Wild orchids are disappearing in Latin America due to over-collection and loss of habitat. Peru alone has lost more than 13 percent of its forest from 1950-1992. Thankfully, scientists, students and local resident naturalists are collaborating to document and conserve wild orchids of the neotropics and their ecosystems. In addition to discovering new orchids, there is a comprehensive orchid inventory monitoring program that provides a baseline for documenting overall ecosystem’s health.
Team members from the Andes to Amazon Biodiversity Program (AABP) at the Botanical Research Institute of Texas (BRIT) in collaboration with ACA are studying wild orchids in the Andes-Amazon region of southeast Peru. The project is currently based at ACA’s Los Amigos Biological Station and Wayqecha Research Station, covering transitional region where the Andes Mountains slope down to meet with the Amazon basin. Experts in the field say that research in Wayqecha could help promote conservation in the area and ensure the protection of these wild orchids and their ecosystem for many years.
The main goals are to study the diversity and ecology of wild orchids and to document this work through the publication of checklists, field guides, scientific papers and an online database. A major goal of the orchid project is to study the effect of habitat, season and elevation on the change in orchid species diversity and ecology. So far the project has been a success. The AABP field team collected 60 species of flowering or fruiting orchids from forest and wetland areas around the Los Amigos Biological Station in September 2005. In Wayqecha Research Station, in only five days of initial fieldwork in 2004, the AABP team documented 110 orchids in Wayqecha forests.
Orchid scientists and orchid enthusiast are invited to view the AABP orchid collection online at the AABP Atrium website (atrium. andesamazon.org), where one can view digital images of orchids and other plants collected by project botanists.

ACA is pleased to announce a new and exciting project: The Manu Cloud Forest Observatory and Canopy Walkway System.
When one lives at 13,450 ft in the Peruvian Andes, a cup of hot chocolate and a Christmas present have a whole new meaning. On December 20, 2006 our partner organization in Peru, the Asociación para la Conservación de la Cuenca Amazónica (ACCA) organized a Christmas celebration with the children of the Quico community in Cusco.
In August-September 2006, fieldwork at ACA Los Amigos research station by Drs. Joseph Tobias and Nathalie Seddon (Oxford University, UK) added seven new bird species to the Los Amigos list. The new species include the Whitebellied Seedeater (Sporophila leucoptera) and the Whitechinned Swift (Cypseloides cryptus).
In July Luz Marina Velarde, Director of our Brazil Nut Program, organized a workshop on sustainable management of Brazil nuts in the Madre de Dios region in Peru. Approximately 50 local Brazil nut growers attended the workshop. Delegates from Brazil and Bolivia were also present.
César Morán, an experienced Peruvian environmentalist, joins the ACA family as our new Conservation Director starting this month.
On September 3, 2006, Vanessa Sequeira, 36, a dear friend and former member of ACA was killed in the Brazilian Amazon. She was working on her doctoral research for Costa Rica’s Center for Tropical Agricultural Research. Her dream was to promote programs of sustainable development in the Amazon region. She worked side by side with local communities and helped them develop techniques that would benefit them economically without cutting or destroying the forest. This goal became a priority in her professional and personal life.
In 2003, ACA and its Peruvian partner, Asociación para la Conservación de la Cuenca Amazónica (ACCA), launched a grant program to support research in the Amazon region. Since then, the program has granted 90 scholarships. All this has been possible due to the generous support of the Gordon & Betty Moore Foundation. 
After four years of intensive efforts to document the reptile species that live within the Los Amigos Conservation Concession, a team of experts has recently completed a detailed catalog of more than 80 reptile species.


Description of the task — Each record that follows is to be transcribed exactly, excluding its images.

(Records drawn from a dataset)
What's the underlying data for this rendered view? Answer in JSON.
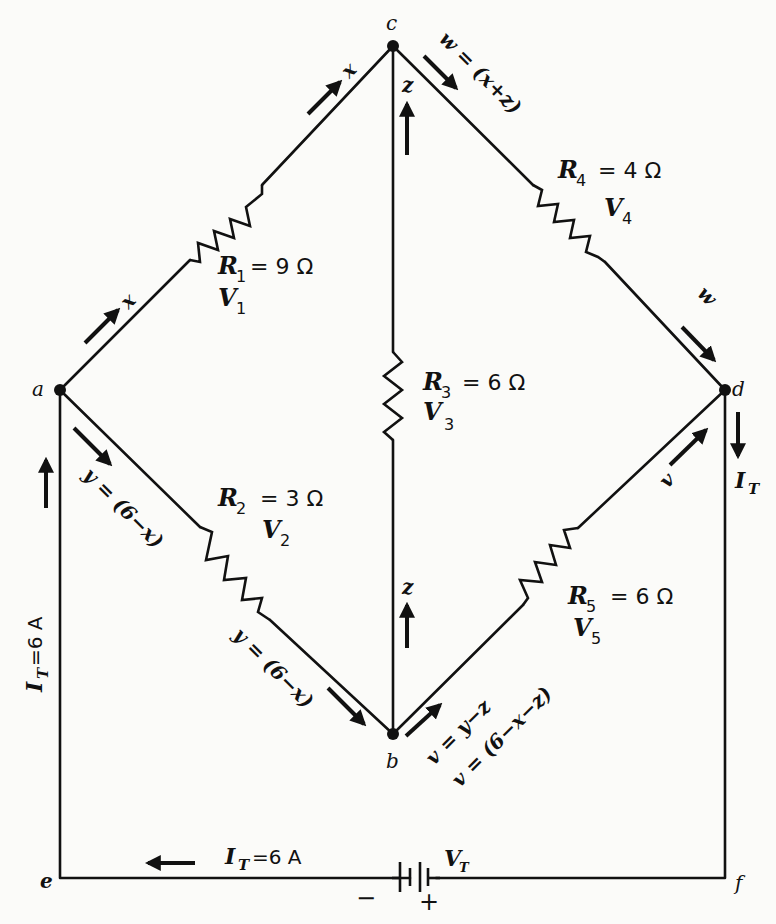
{
  "nodes": {
    "a": "a",
    "b": "b",
    "c": "c",
    "d": "d",
    "e": "e",
    "f": "f"
  },
  "resistors": [
    {
      "id": "R1",
      "sym": "R",
      "sub": "1",
      "eq": "= 9 Ω",
      "vsym": "V",
      "vsub": "1"
    },
    {
      "id": "R2",
      "sym": "R",
      "sub": "2",
      "eq": "= 3 Ω",
      "vsym": "V",
      "vsub": "2"
    },
    {
      "id": "R3",
      "sym": "R",
      "sub": "3",
      "eq": "= 6 Ω",
      "vsym": "V",
      "vsub": "3"
    },
    {
      "id": "R4",
      "sym": "R",
      "sub": "4",
      "eq": "= 4 Ω",
      "vsym": "V",
      "vsub": "4"
    },
    {
      "id": "R5",
      "sym": "R",
      "sub": "5",
      "eq": "= 6 Ω",
      "vsym": "V",
      "vsub": "5"
    }
  ],
  "currents": {
    "x_upper": "x",
    "x_lower": "x",
    "z_upper": "z",
    "z_lower": "z",
    "w_top": "w = (x+z)",
    "w_right": "w",
    "y_upper": "y = (6−x)",
    "y_lower": "y = (6−x)",
    "v_eq1": "v = y−z",
    "v_eq2": "v = (6−x−z)",
    "v_right": "v",
    "it_right_sym": "I",
    "it_right_sub": "T",
    "it_left_sym": "I",
    "it_left_sub": "T",
    "it_left_val": "=6 A",
    "it_bottom_sym": "I",
    "it_bottom_sub": "T",
    "it_bottom_val": "=6 A"
  },
  "battery": {
    "vsym": "V",
    "vsub": "T",
    "minus": "−",
    "plus": "+"
  }
}
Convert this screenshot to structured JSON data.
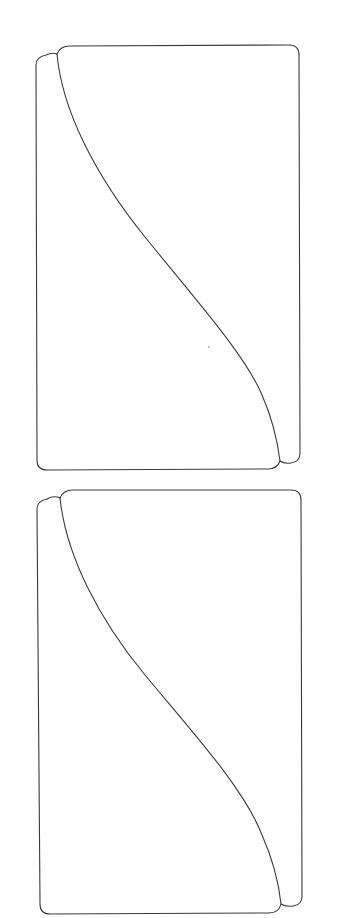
{
  "page": {
    "width": 348,
    "height": 918,
    "background": "#ffffff"
  },
  "style": {
    "stroke_color": "#3a3a3a",
    "stroke_width": 1.1,
    "speck_color": "#555555"
  },
  "figures": [
    {
      "id": "figure-1",
      "description": "Rounded rectangular panel divided by an S-shaped curve from a top-left notch to a bottom-right notch",
      "outer_path": "M 46 55 Q 52 52 57 54 Q 60 46 70 46 L 289 45 Q 299 45 299 55 L 300 453 Q 300 462 291 463 Q 284 464 280 461 Q 277 469 268 469 L 47 470 Q 37 470 37 460 L 36 65 Q 36 57 46 55 Z",
      "divider_path": "M 57 54 C 62 110 95 175 145 237 C 200 305 245 355 262 395 C 273 420 278 445 280 461",
      "speck": {
        "x": 209,
        "y": 347,
        "r": 0.7
      }
    },
    {
      "id": "figure-2",
      "description": "Second, identical view of the rounded rectangular panel with the S-shaped dividing curve",
      "outer_path": "M 47 499 Q 54 495 60 498 Q 63 490 73 490 L 291 490 Q 301 490 301 500 L 302 896 Q 302 905 293 906 Q 285 907 281 904 Q 279 913 269 913 L 50 914 Q 40 914 40 904 L 37 509 Q 37 501 47 499 Z",
      "divider_path": "M 60 498 C 66 555 98 618 145 675 C 195 735 245 790 262 835 C 274 862 279 885 281 904",
      "speck": null
    }
  ]
}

Solved exercise —
What's the underlying data for this rendered view? Answer in JSON.
{
  "nodes": {
    "a": "a",
    "b": "b",
    "c": "c",
    "d": "d",
    "e": "e",
    "f": "f"
  },
  "resistors": [
    {
      "id": "R1",
      "sym": "R",
      "sub": "1",
      "eq": "= 9 Ω",
      "vsym": "V",
      "vsub": "1"
    },
    {
      "id": "R2",
      "sym": "R",
      "sub": "2",
      "eq": "= 3 Ω",
      "vsym": "V",
      "vsub": "2"
    },
    {
      "id": "R3",
      "sym": "R",
      "sub": "3",
      "eq": "= 6 Ω",
      "vsym": "V",
      "vsub": "3"
    },
    {
      "id": "R4",
      "sym": "R",
      "sub": "4",
      "eq": "= 4 Ω",
      "vsym": "V",
      "vsub": "4"
    },
    {
      "id": "R5",
      "sym": "R",
      "sub": "5",
      "eq": "= 6 Ω",
      "vsym": "V",
      "vsub": "5"
    }
  ],
  "currents": {
    "x_upper": "x",
    "x_lower": "x",
    "z_upper": "z",
    "z_lower": "z",
    "w_top": "w = (x+z)",
    "w_right": "w",
    "y_upper": "y = (6−x)",
    "y_lower": "y = (6−x)",
    "v_eq1": "v = y−z",
    "v_eq2": "v = (6−x−z)",
    "v_right": "v",
    "it_right_sym": "I",
    "it_right_sub": "T",
    "it_left_sym": "I",
    "it_left_sub": "T",
    "it_left_val": "=6 A",
    "it_bottom_sym": "I",
    "it_bottom_sub": "T",
    "it_bottom_val": "=6 A"
  },
  "battery": {
    "vsym": "V",
    "vsub": "T",
    "minus": "−",
    "plus": "+"
  }
}
Convert this screenshot to structured JSON data.
{
  "page": {
    "width": 348,
    "height": 918,
    "background": "#ffffff"
  },
  "style": {
    "stroke_color": "#3a3a3a",
    "stroke_width": 1.1,
    "speck_color": "#555555"
  },
  "figures": [
    {
      "id": "figure-1",
      "description": "Rounded rectangular panel divided by an S-shaped curve from a top-left notch to a bottom-right notch",
      "outer_path": "M 46 55 Q 52 52 57 54 Q 60 46 70 46 L 289 45 Q 299 45 299 55 L 300 453 Q 300 462 291 463 Q 284 464 280 461 Q 277 469 268 469 L 47 470 Q 37 470 37 460 L 36 65 Q 36 57 46 55 Z",
      "divider_path": "M 57 54 C 62 110 95 175 145 237 C 200 305 245 355 262 395 C 273 420 278 445 280 461",
      "speck": {
        "x": 209,
        "y": 347,
        "r": 0.7
      }
    },
    {
      "id": "figure-2",
      "description": "Second, identical view of the rounded rectangular panel with the S-shaped dividing curve",
      "outer_path": "M 47 499 Q 54 495 60 498 Q 63 490 73 490 L 291 490 Q 301 490 301 500 L 302 896 Q 302 905 293 906 Q 285 907 281 904 Q 279 913 269 913 L 50 914 Q 40 914 40 904 L 37 509 Q 37 501 47 499 Z",
      "divider_path": "M 60 498 C 66 555 98 618 145 675 C 195 735 245 790 262 835 C 274 862 279 885 281 904",
      "speck": null
    }
  ]
}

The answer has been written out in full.